The various guidelines from different medical societies must be confusing for women and their physicians, Destounis says. And the ACP’s revisitation of the issue—not based on new research—does a disservice to women, she says. Destounis isn’t worried that insurance companies will reconsider and stop paying for screenings, however. “I’m more concerned that the different recommendations from the different medical societies will confuse women and they won’t know what’s the best for them,” she says. “That’s detrimental to our patients’ health.”
Joseph P. Russo, MD, a breast imaging radiology specialist at St.

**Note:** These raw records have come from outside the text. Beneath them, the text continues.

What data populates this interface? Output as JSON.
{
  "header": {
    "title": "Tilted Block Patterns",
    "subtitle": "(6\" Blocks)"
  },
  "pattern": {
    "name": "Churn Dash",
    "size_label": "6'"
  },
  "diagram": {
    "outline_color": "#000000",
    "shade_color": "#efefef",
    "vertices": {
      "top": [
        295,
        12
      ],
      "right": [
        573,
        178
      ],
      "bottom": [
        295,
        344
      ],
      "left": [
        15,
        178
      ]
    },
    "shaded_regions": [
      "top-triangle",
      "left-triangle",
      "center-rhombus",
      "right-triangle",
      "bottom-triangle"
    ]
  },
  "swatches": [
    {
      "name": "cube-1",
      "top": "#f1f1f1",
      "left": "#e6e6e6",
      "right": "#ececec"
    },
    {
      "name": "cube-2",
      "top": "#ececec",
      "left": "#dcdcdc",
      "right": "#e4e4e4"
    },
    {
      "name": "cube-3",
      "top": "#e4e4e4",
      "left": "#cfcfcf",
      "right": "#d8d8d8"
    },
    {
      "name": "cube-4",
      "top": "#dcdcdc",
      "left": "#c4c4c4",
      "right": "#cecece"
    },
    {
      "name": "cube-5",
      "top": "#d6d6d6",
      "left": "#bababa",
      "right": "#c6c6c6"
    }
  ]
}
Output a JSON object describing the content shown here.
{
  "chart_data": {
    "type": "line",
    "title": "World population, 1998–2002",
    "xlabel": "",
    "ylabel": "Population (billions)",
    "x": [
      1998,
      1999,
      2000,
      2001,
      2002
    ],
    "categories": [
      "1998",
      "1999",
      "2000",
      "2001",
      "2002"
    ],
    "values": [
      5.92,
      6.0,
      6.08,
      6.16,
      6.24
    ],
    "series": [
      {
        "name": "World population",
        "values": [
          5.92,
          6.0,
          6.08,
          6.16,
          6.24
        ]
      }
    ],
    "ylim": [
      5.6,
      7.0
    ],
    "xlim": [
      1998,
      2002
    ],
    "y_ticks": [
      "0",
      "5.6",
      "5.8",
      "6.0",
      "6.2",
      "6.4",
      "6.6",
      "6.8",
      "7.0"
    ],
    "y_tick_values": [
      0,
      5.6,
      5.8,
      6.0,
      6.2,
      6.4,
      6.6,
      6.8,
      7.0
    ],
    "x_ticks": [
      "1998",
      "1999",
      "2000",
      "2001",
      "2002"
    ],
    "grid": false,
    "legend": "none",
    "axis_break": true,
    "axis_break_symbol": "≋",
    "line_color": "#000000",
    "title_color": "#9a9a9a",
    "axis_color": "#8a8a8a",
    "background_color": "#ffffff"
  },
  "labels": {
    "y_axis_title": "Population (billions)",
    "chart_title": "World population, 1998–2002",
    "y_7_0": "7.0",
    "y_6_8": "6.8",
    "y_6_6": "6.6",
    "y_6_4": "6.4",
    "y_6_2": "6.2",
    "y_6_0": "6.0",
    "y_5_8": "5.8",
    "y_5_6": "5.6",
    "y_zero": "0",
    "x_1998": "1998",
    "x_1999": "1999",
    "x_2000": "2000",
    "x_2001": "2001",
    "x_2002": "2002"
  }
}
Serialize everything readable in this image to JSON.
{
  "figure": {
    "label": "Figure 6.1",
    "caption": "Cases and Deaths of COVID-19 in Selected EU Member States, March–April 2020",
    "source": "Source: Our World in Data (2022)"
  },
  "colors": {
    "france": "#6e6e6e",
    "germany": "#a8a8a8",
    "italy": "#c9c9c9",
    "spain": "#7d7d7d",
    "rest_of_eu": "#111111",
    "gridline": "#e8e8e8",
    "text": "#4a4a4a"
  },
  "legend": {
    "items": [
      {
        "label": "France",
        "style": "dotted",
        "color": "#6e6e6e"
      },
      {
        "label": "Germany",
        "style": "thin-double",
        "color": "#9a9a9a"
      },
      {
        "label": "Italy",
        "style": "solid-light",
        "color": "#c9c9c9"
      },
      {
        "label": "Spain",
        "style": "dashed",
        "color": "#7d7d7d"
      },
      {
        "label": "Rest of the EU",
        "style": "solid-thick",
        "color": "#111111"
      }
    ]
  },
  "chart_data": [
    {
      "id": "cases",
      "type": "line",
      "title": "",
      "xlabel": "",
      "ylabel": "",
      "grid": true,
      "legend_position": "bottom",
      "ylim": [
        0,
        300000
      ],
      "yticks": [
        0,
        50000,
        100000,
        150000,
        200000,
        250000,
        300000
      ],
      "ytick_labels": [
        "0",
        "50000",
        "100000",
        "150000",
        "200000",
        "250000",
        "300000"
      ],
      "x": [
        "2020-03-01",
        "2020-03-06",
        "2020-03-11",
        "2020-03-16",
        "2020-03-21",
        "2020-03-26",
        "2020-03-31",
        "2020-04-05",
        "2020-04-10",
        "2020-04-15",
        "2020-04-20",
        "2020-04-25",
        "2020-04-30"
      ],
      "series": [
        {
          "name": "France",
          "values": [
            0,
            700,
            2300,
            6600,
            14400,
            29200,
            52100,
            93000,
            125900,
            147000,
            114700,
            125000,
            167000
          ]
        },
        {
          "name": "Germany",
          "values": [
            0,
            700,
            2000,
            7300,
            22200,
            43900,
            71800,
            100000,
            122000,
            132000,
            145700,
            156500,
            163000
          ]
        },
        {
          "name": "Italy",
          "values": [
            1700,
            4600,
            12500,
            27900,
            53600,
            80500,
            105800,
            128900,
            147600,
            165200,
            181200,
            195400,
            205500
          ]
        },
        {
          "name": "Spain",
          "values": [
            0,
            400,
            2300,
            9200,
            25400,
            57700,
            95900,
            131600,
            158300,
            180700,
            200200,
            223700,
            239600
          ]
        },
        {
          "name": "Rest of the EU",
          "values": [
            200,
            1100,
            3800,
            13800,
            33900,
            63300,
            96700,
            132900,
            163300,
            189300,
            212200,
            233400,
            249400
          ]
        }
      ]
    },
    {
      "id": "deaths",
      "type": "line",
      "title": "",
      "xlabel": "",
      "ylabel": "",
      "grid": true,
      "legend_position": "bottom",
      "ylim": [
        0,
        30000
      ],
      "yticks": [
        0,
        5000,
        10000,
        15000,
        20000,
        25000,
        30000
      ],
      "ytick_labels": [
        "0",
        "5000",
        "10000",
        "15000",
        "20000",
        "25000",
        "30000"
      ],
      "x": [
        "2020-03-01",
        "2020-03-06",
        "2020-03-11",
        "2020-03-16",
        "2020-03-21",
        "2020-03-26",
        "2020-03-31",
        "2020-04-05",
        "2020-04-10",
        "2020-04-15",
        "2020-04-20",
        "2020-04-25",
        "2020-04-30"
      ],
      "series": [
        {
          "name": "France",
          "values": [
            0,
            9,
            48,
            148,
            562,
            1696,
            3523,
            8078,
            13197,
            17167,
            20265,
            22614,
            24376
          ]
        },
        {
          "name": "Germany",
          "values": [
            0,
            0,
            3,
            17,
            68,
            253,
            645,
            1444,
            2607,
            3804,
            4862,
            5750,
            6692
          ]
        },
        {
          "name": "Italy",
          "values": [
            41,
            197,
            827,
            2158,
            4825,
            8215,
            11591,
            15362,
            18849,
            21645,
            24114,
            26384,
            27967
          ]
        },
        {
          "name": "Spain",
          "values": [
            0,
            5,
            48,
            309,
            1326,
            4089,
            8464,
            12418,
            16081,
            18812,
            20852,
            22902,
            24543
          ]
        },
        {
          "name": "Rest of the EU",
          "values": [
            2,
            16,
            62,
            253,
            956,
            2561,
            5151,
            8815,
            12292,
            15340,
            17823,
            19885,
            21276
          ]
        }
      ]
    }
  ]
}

Luke’s University Health Network in Bethlehem, Pennsylvania, says he’s surprised that groups continue to debate what the best mammography cancer screening routines are. “The detail of when to get mammograms is less important than determining the best way to implement newer technologies,” he says. “The fact of the matter is that mortality has gone down 35% since the advent of screening mammography. It’s such a great modern medicine success story that it boggles my mind why it’s still being tinkered with. It works and, in combination with new technology, continues to get significantly better. We should never dissuade women from taking advantage of these incredible breast imaging tools that are now available to them.”
Conant agrees that newer tools should have changed the debate: “Recent tomosynthesis screening studies, including our multisite study published in JAMA Oncology in February, have shown that with this new modality, the outcomes for 40- to 49-year-olds in terms of improved cancer detection and decreased false-positives becomes very similar to what has been accepted for women aged 50 to 59 years who were screened with conventional 2D mammography. If we accept the 2D outcomes for women aged 50 to 59 years as beneficial, and we can obtain similar outcomes with 3D in women aged 40 to 49 years, why not screen these younger women and give them this proven benefit—reduction in breast cancer mortality?”
— Beth W. Orenstein of Northampton, Pennsylvania, is a freelance medical writer and regular contributor to Radiology Today.